Lined Up
I spent most of yesterday at my desk in the corner of our home’s primary bedroom, reading interviews with people in Uvalde and opinion pieces about the overarching situation and recitations of statistics, memorizing the faces of the children we lost on Tuesday, crying in waves of grief and anger, haunted by my imagination of the slain and by the image of the boy dressed for that morning’s awards ceremony in a pink dress shirt and striped blue tie running for his life away from his elementary school. His pink shirt, his blue tie, all in motion toward safety. The Central Texan sun rose and it shined through breeze-ruffled green leaves outside our second-story windows and the sun slanted long shadows across the room and the sun set and I didn’t draw down the shades until hours after dark, and I kept following these nearby families from afar, one of the deceased teacher’s husband fatally stricken with sorrow, their own four children now fully orphaned.
Just before (finally) going to sleep, I read about the therapy dogs traveling to Uvalde from around the country. I saw photos of solemn elderly volunteer handlers standing erect at a Wednesday vigil in Uvalde, a lineup of neckerchiefed golden retrievers at their feet, with the dogs’ wide-open, round eyes and permanent smiles and the volunteers’ quiet, steady presence ready to offer comfort to survivors. The women and men elders themselves inspired me, in their courage and strength to show up at that moment, in their long hours of dedicated training with the dogs and about trauma, in the witness they made with their own aging bodies of the gift of living for decades.
When I awoke this morning, I knew I needed to connect and get moving, to be present in my own life, to do what good I can, to turn fury into purpose, since I’m still lucky enough to be alive. I was nurtured by meditating and sitting in circle with the online group that has become ballast for me, then later set out on an 8-1/2 mile walk, where I sought grace and comfort from the divine through the conduit of nature and the physicality of full-body motion. At the turnaround point, I sat for a few moments on a large pink granite slab in the shade, drank (even more!) water, listened to the birds calling and responding, watched the limbs of a perfectly symmetrical tree arch over the wild undergrowth—all of us sheltered in peace.
From around a corner in the trail a vigorous elderly man appeared, his dog moseying beside him, enervated by his long coat in the midday heat. The man didn’t notice me at first, but his dog did, and picked up his pace to run toward me. He nuzzled his head against my knees; he pushed his head against my petting hand; he pinned my legs against the rock with his torso. In all his golden retriever glory, he ignored his person’s pleas to continue on their walk, leave the nice lady alone, etc., and he instinctively, effusively comforted me. When the man finally convinced his dog to leave—I could have sat there all afternoon, basking in dog—the good boy leaped in the air and wriggled his whole body, from head to toe, in a motion that looked to me like joy.
Sometimes, the beach is quilted with pebbles arranged in a row from the tide as an organized artist and the sand is saturated with saltwater to allow footsteps to raise in relief rather than sink in impression. Sometimes, we or our beloveds or anyone’s beloveds are present at the exact moment to witness the worst in the world, and sometimes, we’re present at the exact moment to witness the simplest, most beautiful best.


DIRECTIONS: Write the data below out again, with each line matching the original.

DATA FOR THIS EXERCISE:
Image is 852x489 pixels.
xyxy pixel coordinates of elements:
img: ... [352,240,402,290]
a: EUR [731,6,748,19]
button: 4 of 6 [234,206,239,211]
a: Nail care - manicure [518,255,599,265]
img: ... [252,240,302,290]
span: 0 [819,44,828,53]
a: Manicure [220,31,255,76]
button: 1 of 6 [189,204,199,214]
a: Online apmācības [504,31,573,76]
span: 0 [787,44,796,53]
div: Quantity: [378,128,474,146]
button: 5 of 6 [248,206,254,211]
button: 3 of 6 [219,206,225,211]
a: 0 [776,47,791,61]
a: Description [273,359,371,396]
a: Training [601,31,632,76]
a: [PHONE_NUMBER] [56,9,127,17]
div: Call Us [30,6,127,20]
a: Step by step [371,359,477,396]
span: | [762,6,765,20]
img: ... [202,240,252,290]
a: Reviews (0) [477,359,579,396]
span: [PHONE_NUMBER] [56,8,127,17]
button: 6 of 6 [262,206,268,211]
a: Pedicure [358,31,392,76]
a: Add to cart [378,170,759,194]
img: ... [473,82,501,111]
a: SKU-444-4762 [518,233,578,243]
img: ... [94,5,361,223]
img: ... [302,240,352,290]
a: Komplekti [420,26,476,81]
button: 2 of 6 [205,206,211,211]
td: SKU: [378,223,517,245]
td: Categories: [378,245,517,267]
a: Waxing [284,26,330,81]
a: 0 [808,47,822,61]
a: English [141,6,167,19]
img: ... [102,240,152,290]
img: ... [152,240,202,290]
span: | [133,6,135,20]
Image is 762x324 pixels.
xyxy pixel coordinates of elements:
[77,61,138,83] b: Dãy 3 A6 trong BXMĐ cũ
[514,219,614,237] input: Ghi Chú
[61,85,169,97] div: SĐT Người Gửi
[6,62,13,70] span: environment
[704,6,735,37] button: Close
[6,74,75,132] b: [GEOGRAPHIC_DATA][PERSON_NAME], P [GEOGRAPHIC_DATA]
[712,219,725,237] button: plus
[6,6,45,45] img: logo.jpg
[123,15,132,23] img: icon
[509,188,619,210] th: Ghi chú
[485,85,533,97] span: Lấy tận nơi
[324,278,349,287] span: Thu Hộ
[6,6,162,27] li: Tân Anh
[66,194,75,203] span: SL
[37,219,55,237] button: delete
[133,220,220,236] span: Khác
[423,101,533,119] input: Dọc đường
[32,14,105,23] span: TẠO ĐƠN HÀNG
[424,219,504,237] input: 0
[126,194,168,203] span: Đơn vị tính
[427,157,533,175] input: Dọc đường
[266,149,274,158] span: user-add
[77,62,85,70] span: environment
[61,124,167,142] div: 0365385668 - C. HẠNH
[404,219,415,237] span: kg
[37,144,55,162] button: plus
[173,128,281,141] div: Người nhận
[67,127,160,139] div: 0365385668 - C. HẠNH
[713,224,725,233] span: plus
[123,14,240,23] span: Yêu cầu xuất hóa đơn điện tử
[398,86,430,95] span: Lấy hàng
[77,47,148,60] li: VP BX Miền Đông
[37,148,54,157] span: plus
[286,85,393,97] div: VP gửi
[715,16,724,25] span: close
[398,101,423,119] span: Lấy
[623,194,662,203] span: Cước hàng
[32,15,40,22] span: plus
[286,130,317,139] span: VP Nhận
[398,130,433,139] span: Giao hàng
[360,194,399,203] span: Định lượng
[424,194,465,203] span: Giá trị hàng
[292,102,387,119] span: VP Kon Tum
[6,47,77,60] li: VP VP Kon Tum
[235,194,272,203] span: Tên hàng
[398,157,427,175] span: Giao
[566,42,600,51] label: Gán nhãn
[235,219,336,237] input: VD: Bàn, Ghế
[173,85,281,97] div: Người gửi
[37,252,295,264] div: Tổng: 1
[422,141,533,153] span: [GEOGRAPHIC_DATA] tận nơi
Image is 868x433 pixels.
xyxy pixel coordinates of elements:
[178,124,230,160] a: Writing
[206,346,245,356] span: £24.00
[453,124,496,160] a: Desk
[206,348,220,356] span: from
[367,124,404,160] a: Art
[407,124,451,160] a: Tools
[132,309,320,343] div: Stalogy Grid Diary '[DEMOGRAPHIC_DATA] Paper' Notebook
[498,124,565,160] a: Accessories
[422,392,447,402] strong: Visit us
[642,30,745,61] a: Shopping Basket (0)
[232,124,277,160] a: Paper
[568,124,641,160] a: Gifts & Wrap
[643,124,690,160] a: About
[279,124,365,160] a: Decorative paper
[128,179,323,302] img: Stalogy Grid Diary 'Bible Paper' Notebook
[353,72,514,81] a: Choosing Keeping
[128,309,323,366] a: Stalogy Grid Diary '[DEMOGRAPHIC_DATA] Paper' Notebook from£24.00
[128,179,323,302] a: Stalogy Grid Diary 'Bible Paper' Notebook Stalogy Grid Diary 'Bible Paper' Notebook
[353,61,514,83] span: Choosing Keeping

YOUR RESPONSE:
Image is 852x489 pixels.
xyxy pixel coordinates of elements:
img: ... [352,240,402,290]
a: EUR [731,6,748,19]
button: 4 of 6 [234,206,239,211]
a: Nail care - manicure [518,255,599,265]
img: ... [252,240,302,290]
span: 0 [819,44,828,53]
a: Manicure [220,31,255,76]
button: 1 of 6 [189,204,199,214]
a: Online apmācības [504,31,573,76]
span: 0 [787,44,796,53]
div: Quantity: [378,128,474,146]
button: 5 of 6 [248,206,254,211]
button: 3 of 6 [219,206,225,211]
a: 0 [776,47,791,61]
a: Description [273,359,371,396]
a: Training [601,31,632,76]
a: [PHONE_NUMBER] [56,9,127,17]
div: Call Us [30,6,127,20]
a: Step by step [371,359,477,396]
span: | [762,6,765,20]
img: ... [202,240,252,290]
a: Reviews (0) [477,359,579,396]
span: [PHONE_NUMBER] [56,8,127,17]
button: 6 of 6 [262,206,268,211]
a: Pedicure [358,31,392,76]
a: Add to cart [378,170,759,194]
img: ... [473,82,501,111]
a: SKU-444-4762 [518,233,578,243]
img: ... [94,5,361,223]
img: ... [302,240,352,290]
a: Komplekti [420,26,476,81]
button: 2 of 6 [205,206,211,211]
td: SKU: [378,223,517,245]
td: Categories: [378,245,517,267]
a: Waxing [284,26,330,81]
a: 0 [808,47,822,61]
a: English [141,6,167,19]
img: ... [102,240,152,290]
img: ... [152,240,202,290]
span: | [133,6,135,20]
Image is 762x324 pixels.
xyxy pixel coordinates of elements:
[77,61,138,83] b: Dãy 3 A6 trong BXMĐ cũ
[514,219,614,237] input: Ghi Chú
[61,85,169,97] div: SĐT Người Gửi
[6,62,13,70] span: environment
[704,6,735,37] button: Close
[6,74,75,132] b: [GEOGRAPHIC_DATA][PERSON_NAME], P [GEOGRAPHIC_DATA]
[712,219,725,237] button: plus
[6,6,45,45] img: logo.jpg
[123,15,132,23] img: icon
[509,188,619,210] th: Ghi chú
[485,85,533,97] span: Lấy tận nơi
[324,278,349,287] span: Thu Hộ
[6,6,162,27] li: Tân Anh
[66,194,75,203] span: SL
[37,219,55,237] button: delete
[133,220,220,236] span: Khác
[423,101,533,119] input: Dọc đường
[32,14,105,23] span: TẠO ĐƠN HÀNG
[424,219,504,237] input: 0
[126,194,168,203] span: Đơn vị tính
[427,157,533,175] input: Dọc đường
[266,149,274,158] span: user-add
[77,62,85,70] span: environment
[61,124,167,142] div: 0365385668 - C. HẠNH
[404,219,415,237] span: kg
[37,144,55,162] button: plus
[173,128,281,141] div: Người nhận
[67,127,160,139] div: 0365385668 - C. HẠNH
[713,224,725,233] span: plus
[123,14,240,23] span: Yêu cầu xuất hóa đơn điện tử
[398,86,430,95] span: Lấy hàng
[77,47,148,60] li: VP BX Miền Đông
[37,148,54,157] span: plus
[286,85,393,97] div: VP gửi
[715,16,724,25] span: close
[398,101,423,119] span: Lấy
[623,194,662,203] span: Cước hàng
[32,15,40,22] span: plus
[286,130,317,139] span: VP Nhận
[398,130,433,139] span: Giao hàng
[360,194,399,203] span: Định lượng
[424,194,465,203] span: Giá trị hàng
[292,102,387,119] span: VP Kon Tum
[6,47,77,60] li: VP VP Kon Tum
[235,194,272,203] span: Tên hàng
[398,157,427,175] span: Giao
[566,42,600,51] label: Gán nhãn
[235,219,336,237] input: VD: Bàn, Ghế
[173,85,281,97] div: Người gửi
[37,252,295,264] div: Tổng: 1
[422,141,533,153] span: [GEOGRAPHIC_DATA] tận nơi
Image is 868x433 pixels.
xyxy pixel coordinates of elements:
[178,124,230,160] a: Writing
[206,346,245,356] span: £24.00
[453,124,496,160] a: Desk
[206,348,220,356] span: from
[367,124,404,160] a: Art
[407,124,451,160] a: Tools
[132,309,320,343] div: Stalogy Grid Diary '[DEMOGRAPHIC_DATA] Paper' Notebook
[498,124,565,160] a: Accessories
[422,392,447,402] strong: Visit us
[642,30,745,61] a: Shopping Basket (0)
[232,124,277,160] a: Paper
[568,124,641,160] a: Gifts & Wrap
[643,124,690,160] a: About
[279,124,365,160] a: Decorative paper
[128,179,323,302] img: Stalogy Grid Diary 'Bible Paper' Notebook
[353,72,514,81] a: Choosing Keeping
[128,309,323,366] a: Stalogy Grid Diary '[DEMOGRAPHIC_DATA] Paper' Notebook from£24.00
[128,179,323,302] a: Stalogy Grid Diary 'Bible Paper' Notebook Stalogy Grid Diary 'Bible Paper' Notebook
[353,61,514,83] span: Choosing Keeping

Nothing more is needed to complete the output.